ActivityPub was developed by the World Wide Web Consortium (W3C), a global organisation that governs the standards of the internet. In 2018, W3C came together and published a paper detailing how ActivityPub is built, implemented, how users interact with it, and more.

ActivityPub mainly provides a client and server API for users to create and delete content. The two major selling points of ActivityPub are that:

  1. Social media networks built on top of ActivityPub are decentralised and can ‘speak’ to one another.
  2. Nobody owns your data on those networks, and you can carry it across different servers however you please.

ActivityPub is not owned by any corporation, and that the team that built the protocol has no corporate involvement.

Why is ActivityPub important?

Decentralised social media networks powered by ActivityPub started to gain mainstream media coverage after Elon Musk’s acquisition of Twitter/X in November 2022.

Many users on the platform perceived Musk’s takeover as the end of a free and open internet due to the billionaire’s increasingly right-leaning views. According to reports, Mastodon, a popular decentralised social media network, saw 70,000 new sign-ups a day after Musk’s Twitter takeover was finalised.

Decentralised social network Mastodon downloads. Source

In late July, as Twitter proceeded with its rebranding exercise, a photographer named Gene X Hwang who owned the handle @X on the platform had his account forcefully taken away by Elon Musk with no explanation.

Hwang registered the handle over 16 years ago, and said that he was notified by Musk’s team via email that @X would be taken back by Twitter/X as it is the company’s property. He also confirmed to journalists that he wasn’t given any financial compensation, and was offered only merchandise in exchange.

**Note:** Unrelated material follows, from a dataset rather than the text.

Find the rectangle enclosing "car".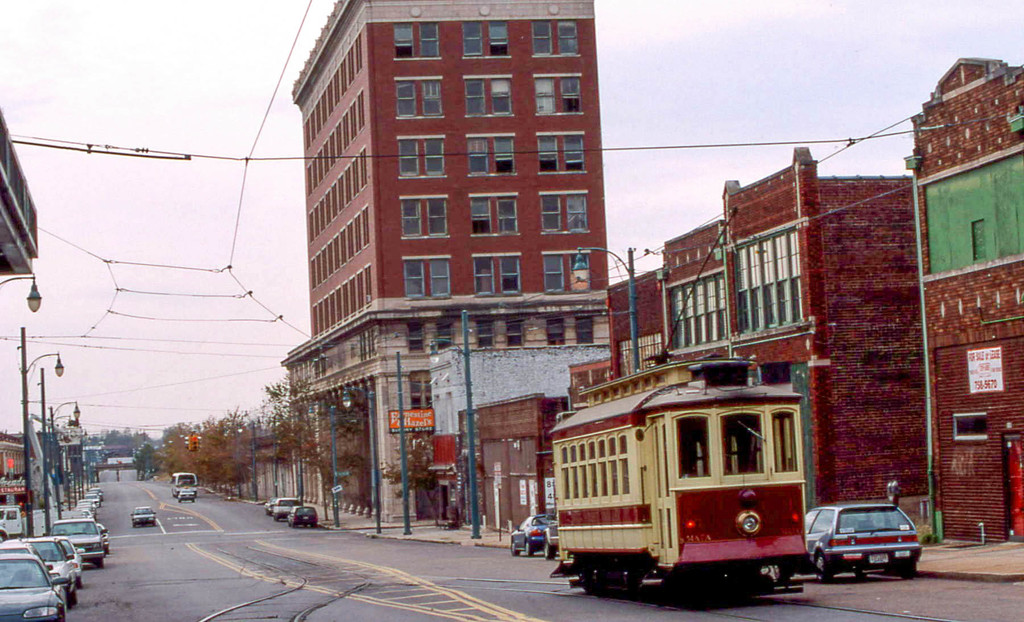
bbox=[47, 518, 102, 566].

In a separate case, a musician and software developer named Jeremy Vaught who owned the Twitter/X handle @music for 16 years also saw his account commandeered by Musk’s team.

“Super pissed,” Vaught wrote.

Owning your internet identity

The two cases above drew heavy backlash from Twitter/X users, with many criticising Musk’s authoritarian rule of the microblogging site. That one’s domain can be taken away by a central entity is the main issue that decentralised social media seeks to solve. ActivityPub’s infrastructure, as well as the social media networks it empowers, gives power and true ownership back to the people.

“In Web2, we are all merely serfs toiling in the lands of the platforms such as Twitter/X and owning no rights whatsoever…” tweeted Yat Siu, co-founder and executive chairman of Animoca Brands.

“People say things like ‘my X account’, or ‘my Google account’. But it is not your account. It belongs to the administrator of the system you’re using and is loaned to you at their convenience,” explained web developer Phil Windley.

Threads and Mastodon are currently two of the most popular decentralised social media platforms. As of now, only Mastodon is powered by ActivityPub. As Threads is expected to integrate ActivityPub support soon, users can expect the protocol to become the backbone of decentralised internet in the near future.